The Observer, April 14, 2006
Volume XXXVIII, Issue 24
Humanities Week speaker expounds on Dr. Seuss
When children read The Cat in the Hat, or Harold and the Purple Crayon, they generally don't consider the "hidden" messages within the books, but Philip Nel does. Lean, baby-faced, and bearing an eternally youthful air, Nel bore a remarkable resemblance to his topic of children's literature and the political messages they contain in a presentation for Case's Humanities Week.
Nel spoke last week for Case's Humanities Week, the theme of which was "Childhoods." He teaches Children's Literature at Kansas State University, has published three books on children's literature so far, and has three more books in the works.
His lecture last Monday discussed the evolution of children's literature over the last several hundred years. On Wednesday, he presented his biography of the lives of David "Crockett" Johnson and his wife, Ruth Krauss, who two are best known for their works Harold and the Purple Crayon and A Hole is to Dig.
Last Friday, Nel discussed the background of The Cat in the Hat and The Cat in the Hat Comes Back, the origins of the Cat, and about his creation of Under the Hats of Seuss and his Cats, his annotated versions of the two books.
Monday's talk traced the evolution of children's primers, Puritan booklets for students in early New England in the 1680s. As America's politics diversified, so did the primers; in one, ABCs for Martin, students learned, "A stands for Armaments – war-mongers' pride; B is for Bolshie, the thorn in their side."
However, books that rammed ideology down children's throats created a stale canon for budding readers. This dilemma set the stage for The Cat and the Hat. Seuss's editor, William Spaulding, told him, "Write me a story that first-graders can't put down." According to Seuss, Spaulding gave him a list of about 300 words, and told him to make a story out of it. Seuss only settled on The Cat in the Hat after he became so desperate that he decided to write about the first two words he came across that rhymed. His result was one of the most famous children's books of all time.
Nel gave a background history of the book – how Seuss, as a dark haired German, faced discrimination at school, where his classmates all thought he was Jewish.
In the Cat in the Hat, the cat creates a total ruckus, spreading a red stain all over the house, and eventually covering the yard with it as well. Nel believes this stain was Seuss's way of poking fun at anti-communists. An explosion in The Cat in the Hat looks suspiciously similar to an atomic mushroom cloud.
Nel used the term liberal, or left, to suggest two ideals – one, the actual leftist agendas of the communist party, like ABCs for Martin, or through the ideas of questioning authority and providing stories totally opposed to the conventions of traditional stories. For instance, Johnson worked as an editor for the New Masses magazine, and wrote many political cartoons that satirized the lives of the wealthy or government officials paranoid about communists.
As a member of a small cooperative community in New York, he and Krauss lived in a diverse community, similar to Benedict's In Henry's Backyard. Johnson was so leftist that he was investigated by the Committee of Un-American Activities and the FBI. However, in his book Harold and the Purple Crayon, Harold does nothing more then go beyond the normally accepted rules of convention – he makes his own world, drawing it all in as he goes.
Finally, Nel mentioned several other themes common to children's literature – a discussion of wealth and the illusory nature of the American Dream, and also race. For example, "The Little Tailor" is a story about a tailor in Russia who travels to America to find a better life. Once here, he goes through life as a sweatshop worker before finally working once again in the same conditions as he did in Russia. The story suggests that the American dream is nowhere near as easy as it's made out to be.
Ruth Benedict's In Henry's Backyard: The Races of Mankind tells the story of a small boy named Henry, surrounded by people of different colors – literally. There are green people, brown people, red, white, all sorts of people. Mostly, they live in harmony, but later, some of the villagers start bristling at the differences. Finally, though, even though there are lots of differences, the people settle them and live in harmony. On the last page, all the colors and houses change into houses of worship for the different people, as the book manages to call for religious as well as racial tolerance.
Ultimately though, children don't recognize the messages hidden in these books; it's the parents who read to their children for whom the hidden messages are written. And if they can absorb them, then maybe their kids will too.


> [YOUR INSTRUCTIONS]: Among the records, find the lines that hold the string "Management" and return them.

╔══

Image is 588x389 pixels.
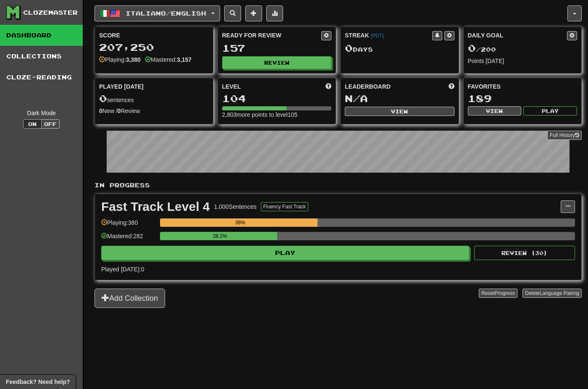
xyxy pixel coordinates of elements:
[345,43,454,54] div: Day s
[99,93,209,104] div: sentences
[6,378,70,386] span: Open feedback widget
[7,109,76,117] div: Dark Mode
[345,92,368,104] span: N/A
[523,106,577,116] button: Play
[261,202,308,211] button: Fluency Fast Track
[345,42,353,54] span: 0
[23,119,41,129] button: On
[126,56,141,63] strong: 3,380
[467,82,577,91] div: Favorites
[222,31,322,39] div: Ready for Review
[118,107,121,114] strong: 0
[41,119,59,129] button: Off
[266,5,283,21] button: More stats
[522,289,581,298] button: DeleteLanguage Pairing
[163,218,317,227] div: 38%
[474,246,575,260] button: Review (30)
[245,5,262,21] button: Add sentence to collection
[467,46,496,53] span: / 200
[145,56,191,64] div: Mastered:
[99,107,103,114] strong: 0
[94,181,581,189] p: In Progress
[94,289,165,308] button: Add Collection
[99,92,107,104] span: 0
[370,33,383,39] a: (PDT)
[101,232,156,246] div: Mastered: 282
[99,31,209,39] div: Score
[345,31,432,39] div: Streak
[467,42,476,54] span: 0
[222,43,332,53] div: 157
[222,82,241,91] span: Level
[101,246,469,260] button: Play
[94,5,220,21] button: Italiano/English
[325,82,331,91] span: Score more points to level up
[177,56,191,63] strong: 3,157
[345,82,391,91] span: Leaderboard
[467,106,521,116] button: View
[467,57,577,65] div: Points [DATE]
[101,218,156,232] div: Playing: 380
[214,202,256,211] div: 1,000 Sentences
[222,56,332,69] button: Review
[222,93,332,104] div: 104
[163,232,277,240] div: 28.2%
[547,130,581,140] a: Full History
[224,5,241,21] button: Search sentences
[467,31,567,40] div: Daily Goal
[495,290,515,296] span: Progress
[125,10,206,17] span: Italiano / English
[467,93,577,104] div: 189
[99,56,141,64] div: Playing:
[101,200,210,213] div: Fast Track Level 4
[99,42,209,52] div: 207,250
[539,290,579,296] span: Language Pairing
[99,82,143,91] span: Played [DATE]
[222,110,332,119] div: 2,803 more points to level 105
[345,106,454,116] button: View
[101,266,144,273] span: Played [DATE]: 0
[99,106,209,115] div: New / Review
[23,8,77,17] div: Clozemaster
[478,289,517,298] button: ResetProgress
[448,82,454,91] span: This week in points, UTC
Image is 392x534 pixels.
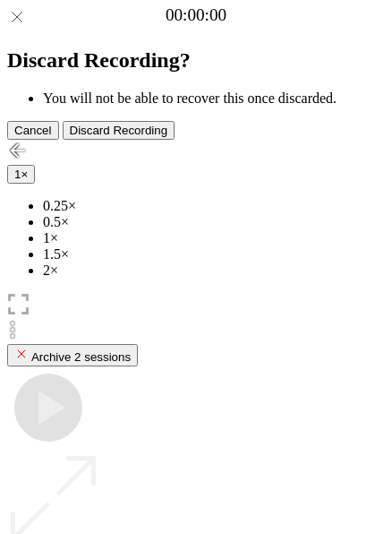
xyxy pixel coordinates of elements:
li: 0.5× [43,214,385,230]
button: Cancel [7,121,59,140]
button: Archive 2 sessions [7,344,138,367]
li: 2× [43,262,385,278]
div: Archive 2 sessions [15,347,131,364]
button: 1× [7,165,35,184]
a: 00:00:00 [166,5,226,25]
li: 0.25× [43,197,385,214]
h2: Discard Recording? [7,48,385,73]
li: 1× [43,230,385,247]
span: 1 [15,167,21,181]
button: Discard Recording [63,121,176,140]
li: 1.5× [43,247,385,262]
li: You will not be able to recover this once discarded. [43,90,385,106]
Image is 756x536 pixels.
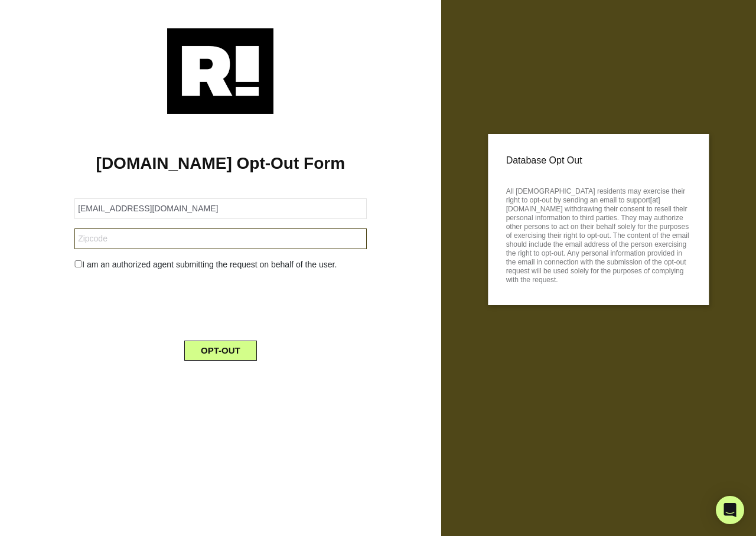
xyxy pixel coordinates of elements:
[506,152,691,169] p: Database Opt Out
[506,184,691,284] p: All [DEMOGRAPHIC_DATA] residents may exercise their right to opt-out by sending an email to suppo...
[75,228,366,249] input: Zipcode
[130,280,310,326] iframe: reCAPTCHA
[167,28,273,114] img: Retention.com
[17,154,424,174] h1: [DOMAIN_NAME] Opt-Out Form
[716,496,744,524] div: Open Intercom Messenger
[184,341,257,360] button: OPT-OUT
[66,258,375,271] div: I am an authorized agent submitting the request on behalf of the user.
[75,199,366,219] input: Email Address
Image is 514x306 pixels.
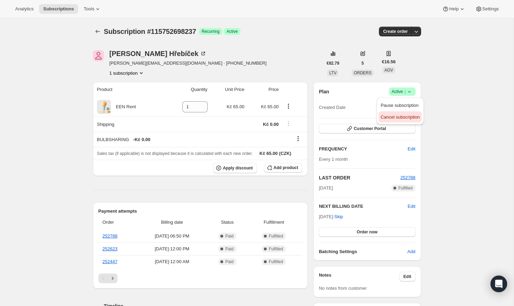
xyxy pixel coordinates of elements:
span: Active [227,29,238,34]
th: Quantity [163,82,209,97]
span: Kč 65.00 [261,104,278,109]
span: Sales tax (if applicable) is not displayed because it is calculated with each new order. [97,151,253,156]
button: Next [108,273,117,283]
span: Paid [225,259,234,264]
button: Product actions [110,69,145,76]
span: €82.79 [327,60,340,66]
button: Edit [408,203,415,210]
span: Add product [274,165,298,170]
button: Customer Portal [319,124,415,133]
a: 252788 [103,233,117,238]
span: [DATE] · 06:50 PM [139,233,205,239]
span: Fulfillment [249,219,298,226]
span: Recurring [202,29,220,34]
span: [DATE] [319,185,333,191]
span: Edit [404,274,412,279]
button: Order now [319,227,415,237]
div: BULBSHARING [97,136,279,143]
button: Shipping actions [283,120,294,127]
span: [PERSON_NAME][EMAIL_ADDRESS][DOMAIN_NAME] · [PHONE_NUMBER] [110,60,267,67]
span: No notes from customer [319,285,367,291]
span: Kč 65.00 [227,104,244,109]
th: Price [247,82,281,97]
span: Paid [225,233,234,239]
span: Settings [482,6,499,12]
button: Settings [471,4,503,14]
button: Cancel subscription [379,111,422,122]
span: [DATE] · [319,214,343,219]
span: [DATE] · 12:00 PM [139,245,205,252]
span: Fulfilled [269,233,283,239]
span: Subscriptions [43,6,74,12]
span: Create order [383,29,408,34]
button: Apply discount [213,163,257,173]
button: €82.79 [323,58,344,68]
span: [DATE] · 12:00 AM [139,258,205,265]
button: Subscriptions [93,27,103,36]
nav: Pagination [98,273,303,283]
button: Product actions [283,102,294,110]
span: Help [449,6,458,12]
span: Edit [408,145,415,152]
a: 252447 [103,259,117,264]
span: Fulfilled [269,259,283,264]
span: Kč 65.00 [259,151,278,156]
span: Active [392,88,413,95]
button: Add product [264,163,302,172]
button: Skip [330,211,347,222]
button: Edit [404,143,419,154]
a: 252623 [103,246,117,251]
span: €16.56 [382,58,396,65]
span: Billing date [139,219,205,226]
span: Cancel subscription [381,114,420,120]
th: Unit Price [210,82,247,97]
span: Customer Portal [354,126,386,131]
span: (CZK) [278,150,291,157]
span: LTV [329,70,337,75]
button: Analytics [11,4,38,14]
button: Edit [399,272,416,281]
th: Product [93,82,164,97]
h3: Notes [319,272,399,281]
button: 5 [358,58,368,68]
h2: Payment attempts [98,208,303,215]
span: Fulfilled [398,185,413,191]
span: | [405,89,406,94]
span: Add [407,248,415,255]
span: Order now [357,229,378,235]
div: [PERSON_NAME] Hřebíček [110,50,207,57]
button: 252788 [400,174,415,181]
span: Kč 0.00 [263,122,279,127]
h2: Plan [319,88,329,95]
h6: Batching Settings [319,248,407,255]
span: Status [209,219,245,226]
div: EEN Rent [111,103,136,110]
button: Add [403,246,419,257]
span: Pause subscription [381,103,419,108]
button: Subscriptions [39,4,78,14]
button: Help [438,4,470,14]
span: Skip [334,213,343,220]
a: 252788 [400,175,415,180]
span: ORDERS [354,70,371,75]
span: Analytics [15,6,34,12]
h2: FREQUENCY [319,145,408,152]
span: Paid [225,246,234,252]
span: Apply discount [223,165,253,171]
div: Open Intercom Messenger [491,275,507,292]
span: Jakub Hřebíček [93,50,104,61]
h2: LAST ORDER [319,174,400,181]
button: Create order [379,27,412,36]
img: product img [97,100,111,114]
span: Every 1 month [319,157,348,162]
th: Shipping [93,116,164,132]
span: Subscription #115752698237 [104,28,196,35]
span: 5 [362,60,364,66]
button: Pause subscription [379,100,422,111]
h2: NEXT BILLING DATE [319,203,408,210]
th: Order [98,215,137,230]
span: Tools [84,6,94,12]
button: Tools [79,4,105,14]
span: Created Date [319,104,346,111]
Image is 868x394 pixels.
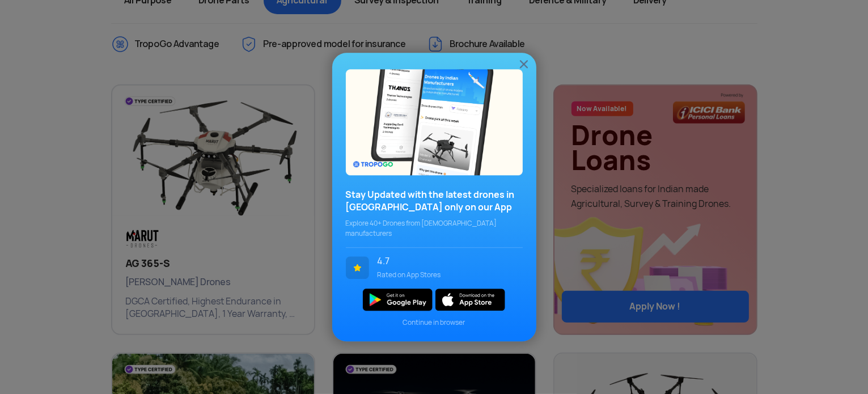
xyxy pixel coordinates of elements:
span: 4.7 [378,256,515,267]
img: bg_popupSky.png [346,69,523,175]
span: Continue in browser [346,317,523,328]
h3: Stay Updated with the latest drones in [GEOGRAPHIC_DATA] only on our App [346,189,523,214]
img: ic_star.svg [346,256,369,279]
img: ic_close.png [517,57,530,71]
img: ios_new.svg [436,289,505,311]
img: img_playstore.png [363,289,432,311]
span: Explore 40+ Drones from [DEMOGRAPHIC_DATA] manufacturers [346,218,523,239]
span: Rated on App Stores [378,270,515,280]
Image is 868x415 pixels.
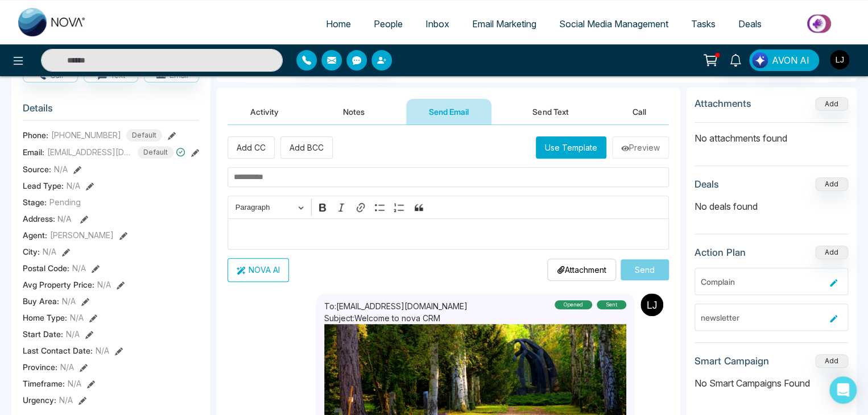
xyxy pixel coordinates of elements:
div: Open Intercom Messenger [829,376,856,403]
span: N/A [96,344,109,357]
p: Attachment [557,263,607,276]
span: Timeframe : [23,378,65,389]
button: Add [815,354,848,368]
span: Paragraph [236,201,295,214]
h3: Smart Campaign [695,355,769,367]
span: City : [23,246,40,257]
h3: Attachments [695,98,751,109]
a: Tasks [680,13,727,35]
a: Email Marketing [460,13,548,35]
a: Deals [727,13,773,35]
span: Stage: [23,196,47,208]
span: Home Type : [23,312,67,323]
span: [EMAIL_ADDRESS][DOMAIN_NAME] [47,146,132,158]
button: Add [815,246,848,260]
span: N/A [70,312,84,323]
a: Social Media Management [548,13,680,35]
span: Source: [23,163,51,175]
span: Home [326,18,351,30]
p: Subject: Welcome to nova CRM [324,312,467,324]
span: Email Marketing [472,18,537,30]
button: NOVA AI [228,258,289,282]
p: No deals found [695,200,848,213]
button: Send Email [406,99,492,124]
button: AVON AI [749,50,819,71]
img: Market-place.gif [779,11,861,37]
button: Add [815,97,848,111]
span: N/A [97,278,111,291]
span: Tasks [691,18,716,30]
span: N/A [61,361,74,373]
span: Pending [50,196,81,208]
span: N/A [54,163,68,175]
button: Add [815,177,848,191]
div: Opened [555,300,592,309]
button: Paragraph [230,198,309,216]
span: Urgency : [23,394,56,406]
span: Inbox [425,18,450,30]
a: Inbox [414,13,460,35]
span: Default [138,146,173,159]
button: Preview [612,137,669,159]
button: Send [621,260,669,281]
h3: Deals [695,179,719,190]
span: Default [126,129,162,141]
span: [PERSON_NAME] [50,229,114,241]
h3: Action Plan [695,246,746,258]
div: Complain [701,276,825,288]
button: Add BCC [281,137,333,159]
span: N/A [67,180,80,191]
a: People [362,13,414,35]
button: Call [610,99,669,124]
img: Nova CRM Logo [18,8,86,37]
div: newsletter [701,312,825,323]
span: N/A [66,328,79,340]
button: Activity [228,99,302,124]
img: Sender [641,293,663,316]
img: Lead Flow [752,52,768,68]
span: N/A [43,246,56,257]
span: N/A [68,378,82,389]
a: Home [314,13,362,35]
span: N/A [59,394,73,406]
span: Agent: [23,229,47,241]
span: N/A [58,214,72,223]
p: To: [EMAIL_ADDRESS][DOMAIN_NAME] [324,300,467,312]
span: Social Media Management [559,18,668,30]
span: Last Contact Date : [23,344,93,357]
span: People [374,18,403,30]
button: Send Text [509,99,591,124]
span: Province : [23,361,58,373]
span: Postal Code : [23,262,69,274]
span: N/A [62,295,75,307]
span: [PHONE_NUMBER] [51,129,121,141]
span: Address: [23,213,72,225]
span: Avg Property Price : [23,278,94,291]
div: sent [597,300,626,309]
span: Add [815,99,848,108]
span: AVON AI [772,54,810,67]
button: Add CC [228,137,275,159]
button: Notes [320,99,387,124]
button: Use Template [536,137,607,159]
p: No attachments found [695,123,848,145]
h3: Details [23,103,199,120]
div: Editor toolbar [228,196,669,218]
span: Buy Area : [23,295,59,307]
span: Start Date : [23,328,63,340]
span: Deals [738,18,761,30]
span: Phone: [23,129,48,141]
p: No Smart Campaigns Found [695,376,848,390]
span: Lead Type: [23,180,64,191]
span: N/A [72,262,86,274]
div: Editor editing area: main [228,218,669,249]
span: Email: [23,146,44,158]
img: User Avatar [830,50,849,69]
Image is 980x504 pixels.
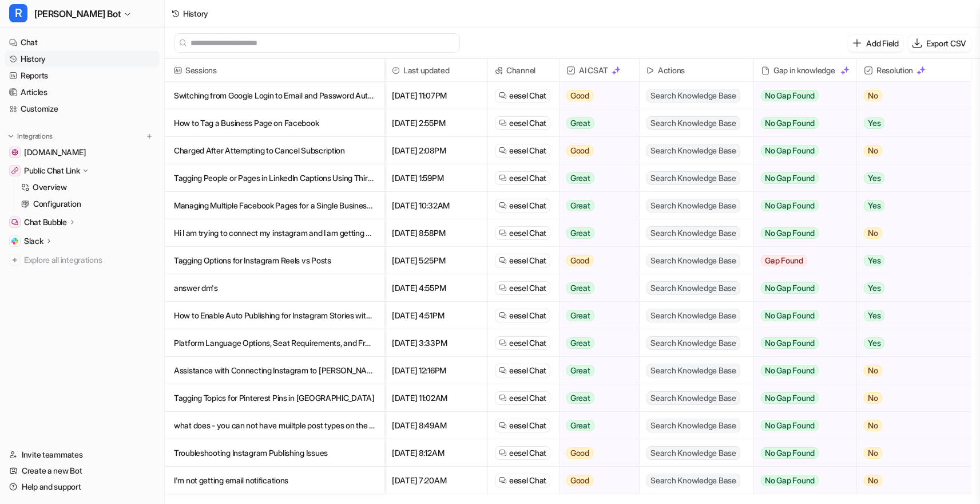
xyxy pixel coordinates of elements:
span: Good [566,90,594,102]
img: eeselChat [499,339,507,347]
img: eeselChat [499,147,507,154]
span: Yes [864,337,884,349]
a: eesel Chat [499,337,546,349]
span: Last updated [389,59,483,82]
span: [DATE] 4:51PM [389,302,483,330]
span: Search Knowledge Base [646,281,740,295]
span: [DATE] 2:08PM [389,137,483,164]
p: Tagging People or Pages in LinkedIn Captions Using Third-Party Tools [174,164,375,192]
span: No Gap Found [761,475,819,486]
button: Great [559,384,632,412]
span: No [864,90,882,102]
a: eesel Chat [499,365,546,376]
span: No [864,365,882,376]
img: getrella.com [11,149,19,156]
span: Search Knowledge Base [646,336,740,350]
span: Yes [864,172,884,184]
span: [PERSON_NAME] Bot [34,6,121,21]
span: Yes [864,200,884,212]
img: eeselChat [499,394,507,402]
span: Good [566,475,594,486]
button: No [857,357,961,384]
span: Search Knowledge Base [646,309,740,322]
span: Great [566,282,594,294]
button: No Gap Found [754,384,848,412]
button: Good [559,247,632,275]
a: Chat [4,34,159,50]
span: Good [566,448,594,459]
button: Add Field [848,35,903,51]
span: Yes [864,255,884,266]
button: Great [559,412,632,439]
a: Customize [4,101,159,117]
button: Great [559,219,632,247]
span: No Gap Found [761,392,819,404]
img: eeselChat [499,312,507,320]
button: No [857,384,961,412]
a: eesel Chat [499,448,546,459]
button: No Gap Found [754,192,848,219]
p: Managing Multiple Facebook Pages for a Single Business in [GEOGRAPHIC_DATA] [174,192,375,219]
p: Charged After Attempting to Cancel Subscription [174,137,375,164]
span: Resolution [861,59,966,82]
img: eeselChat [499,421,507,430]
span: Search Knowledge Base [646,364,740,377]
span: eesel Chat [509,392,546,404]
span: R [9,4,27,22]
a: eesel Chat [499,392,546,404]
button: Yes [857,302,961,330]
span: eesel Chat [509,255,546,266]
span: Search Knowledge Base [646,144,740,157]
span: eesel Chat [509,90,546,102]
span: No [864,448,882,459]
button: No [857,219,961,247]
img: expand menu [7,132,15,140]
button: No Gap Found [754,219,848,247]
span: Search Knowledge Base [646,473,740,488]
button: Great [559,192,632,219]
img: explore all integrations [9,255,21,266]
span: Sessions [169,59,380,82]
span: Gap Found [761,255,807,266]
img: Slack [11,237,19,244]
button: Great [559,302,632,330]
img: Chat Bubble [11,219,19,226]
p: Hi I am trying to connect my instagram and I am getting a 400 session invalid error> [174,219,375,247]
p: Integrations [17,132,53,141]
button: No Gap Found [754,275,848,302]
span: No Gap Found [761,448,819,459]
span: eesel Chat [509,310,546,321]
img: eeselChat [499,202,507,209]
p: I'm not getting email notifications [174,467,375,494]
span: No Gap Found [761,310,819,321]
a: eesel Chat [499,420,546,431]
button: No Gap Found [754,137,848,164]
button: Good [559,439,632,467]
span: [DATE] 8:58PM [389,219,483,247]
button: No Gap Found [754,109,848,137]
span: Search Knowledge Base [646,199,740,212]
img: eeselChat [499,367,507,375]
img: menu_add.svg [145,132,154,140]
img: eeselChat [499,476,507,485]
span: [DATE] 8:12AM [389,439,483,467]
img: eeselChat [499,119,507,127]
span: [DATE] 1:59PM [389,164,483,192]
img: Public Chat Link [11,167,19,174]
button: No Gap Found [754,302,848,330]
button: No [857,82,961,109]
button: No [857,412,961,439]
span: Great [566,172,594,184]
img: eeselChat [499,257,507,265]
p: Slack [24,235,44,247]
span: [DATE] 11:02AM [389,384,483,412]
span: Yes [864,282,884,294]
button: Great [559,330,632,357]
p: answer dm's [174,275,375,302]
button: Gap Found [754,247,848,275]
img: eeselChat [499,229,507,237]
p: Assistance with Connecting Instagram to [PERSON_NAME] Account [174,357,375,384]
span: Great [566,200,594,212]
span: Yes [864,310,884,321]
a: eesel Chat [499,227,546,239]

╚══

> [ANSWER FOR THE TASK]:
a: Social Media Management [548,13,680,35]
span: Social Media Management [559,18,668,30]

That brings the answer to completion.